Corn Syrup Is The Secret You Need For Making Caramel Sauce Like A Pro

Caramel sauce is one of the most important additions to any home cook's repertoire. It comes together quickly on the stove, and it elevates store-bought ice cream to a fancy dessert. However, it's also ridden with secret pitfalls. Sugar can easily seize up and become lumpy, burn until it's bitter and acrid, or be undercooked, leaving it grainy and unpleasing to the tongue. In the end, it can ruin your entire dessert. That's why it's important to embrace another form of sugar from your cabinet when making caramel sauce — we're talking about corn syrup. Corn syrup is the tried-and-true ingredient you can include to ensure velvety smooth caramel syrup each and every time. Adding corn syrup to your caramel sauce means you never have to fret over a sauce turning lumpy or not as smooth as you prefer. Grab a bottle of this ingredient and prepare to taste the best homemade caramel sauce of your cooking life.

The corn syrup secret

Cooking with sugar involves knowing when it turns from gritty and grainy to smooth and silky. Understanding the science behind how sugar cooks can help you get it right. When used instead of sugar, corn syrup acts as a stabilizer of sorts. Because of its chemical make-up, it acts as an "interfering agent," which means it stops the sugar molecules from joining back together after it melts. When sugar comes back together, the end result is a grainy caramel sauce — that is why corn syrup is a useful ingredient in this particular recipe. You only need a dash to make sure the sauce stays buttery, velvety, and completely emulsified. Once it begins boiling, you'll know you've completely dissolved the crystal structure of the sugar. Now that you know how to make the perfect corn syrup, you get to indulge in the fun part — eating it! Here is the best way to enjoy it.

Drizzle and enjoy

Caramel syrup is, of course, delicious on ice cream. It is naturally sweet (it is mostly sugar, after all), and it can stand up to unsweetened whipped cream and salty toasted peanuts in an ice cream sundae. It is also perfect for dipping — gently warm the sauce and serve it in a mini fondue pot for a delightfully interactive dessert. Tart green apples and buttery pound cake are just two of the nearly endless options that can be delicious dippers. Serve it on a plate as a buttery, sugary foundation for apple pie, or for an indulgent experience, drizzle it over chocolate cake. You wouldn't be amiss to add a touch of salt as the juxtaposition of salt and sugar hits all the right notes. Of course, you can also simply eschew all of these ideas and just go straight to eating the caramel out of its storage container by itself.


▸ **What is being asked**:
Print the records exactly and in full, please; the pictures stay out.

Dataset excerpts
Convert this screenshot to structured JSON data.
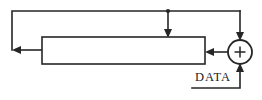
{
  "diagram": {
    "type": "block-diagram",
    "canvas": {
      "width": 262,
      "height": 100,
      "background": "#ffffff"
    },
    "style": {
      "line_color": "#262626",
      "fill_color": "#ffffff",
      "line_width": 1.6
    },
    "labels": {
      "data_input": "DATA",
      "adder_symbol": "+"
    },
    "nodes": [
      {
        "id": "delay-block",
        "kind": "rectangle",
        "label": "",
        "x": 42,
        "y": 37,
        "width": 163,
        "height": 27
      },
      {
        "id": "adder",
        "kind": "circle",
        "label": "+",
        "cx": 240,
        "cy": 52,
        "r": 12
      }
    ],
    "edges": [
      {
        "id": "block-output-left-feedback",
        "from": "delay-block.left",
        "to": "output-left",
        "arrow": "left",
        "points": "42,50 12,50"
      },
      {
        "id": "top-bus",
        "from": "adder.top",
        "to": "left-riser",
        "arrow": "none",
        "points": "240,11 12,11 12,50"
      },
      {
        "id": "tap-to-block-top",
        "from": "top-bus",
        "to": "delay-block.top",
        "arrow": "down",
        "points": "168,11 168,37"
      },
      {
        "id": "adder-to-block",
        "from": "adder.left",
        "to": "delay-block.right",
        "arrow": "left",
        "points": "228,52 205,52"
      },
      {
        "id": "adder-feedback-in",
        "from": "top-bus",
        "to": "adder.top",
        "arrow": "down",
        "points": "240,11 240,40"
      },
      {
        "id": "data-input",
        "from": "DATA",
        "to": "adder.bottom",
        "arrow": "up",
        "points": "192,88 240,88 240,64"
      }
    ],
    "junctions": [
      {
        "id": "tap-junction",
        "x": 168,
        "y": 11
      }
    ]
  }
}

▸ **Completed task**:
Convert this screenshot to structured JSON data.
{
  "diagram": {
    "type": "block-diagram",
    "canvas": {
      "width": 262,
      "height": 100,
      "background": "#ffffff"
    },
    "style": {
      "line_color": "#262626",
      "fill_color": "#ffffff",
      "line_width": 1.6
    },
    "labels": {
      "data_input": "DATA",
      "adder_symbol": "+"
    },
    "nodes": [
      {
        "id": "delay-block",
        "kind": "rectangle",
        "label": "",
        "x": 42,
        "y": 37,
        "width": 163,
        "height": 27
      },
      {
        "id": "adder",
        "kind": "circle",
        "label": "+",
        "cx": 240,
        "cy": 52,
        "r": 12
      }
    ],
    "edges": [
      {
        "id": "block-output-left-feedback",
        "from": "delay-block.left",
        "to": "output-left",
        "arrow": "left",
        "points": "42,50 12,50"
      },
      {
        "id": "top-bus",
        "from": "adder.top",
        "to": "left-riser",
        "arrow": "none",
        "points": "240,11 12,11 12,50"
      },
      {
        "id": "tap-to-block-top",
        "from": "top-bus",
        "to": "delay-block.top",
        "arrow": "down",
        "points": "168,11 168,37"
      },
      {
        "id": "adder-to-block",
        "from": "adder.left",
        "to": "delay-block.right",
        "arrow": "left",
        "points": "228,52 205,52"
      },
      {
        "id": "adder-feedback-in",
        "from": "top-bus",
        "to": "adder.top",
        "arrow": "down",
        "points": "240,11 240,40"
      },
      {
        "id": "data-input",
        "from": "DATA",
        "to": "adder.bottom",
        "arrow": "up",
        "points": "192,88 240,88 240,64"
      }
    ],
    "junctions": [
      {
        "id": "tap-junction",
        "x": 168,
        "y": 11
      }
    ]
  }
}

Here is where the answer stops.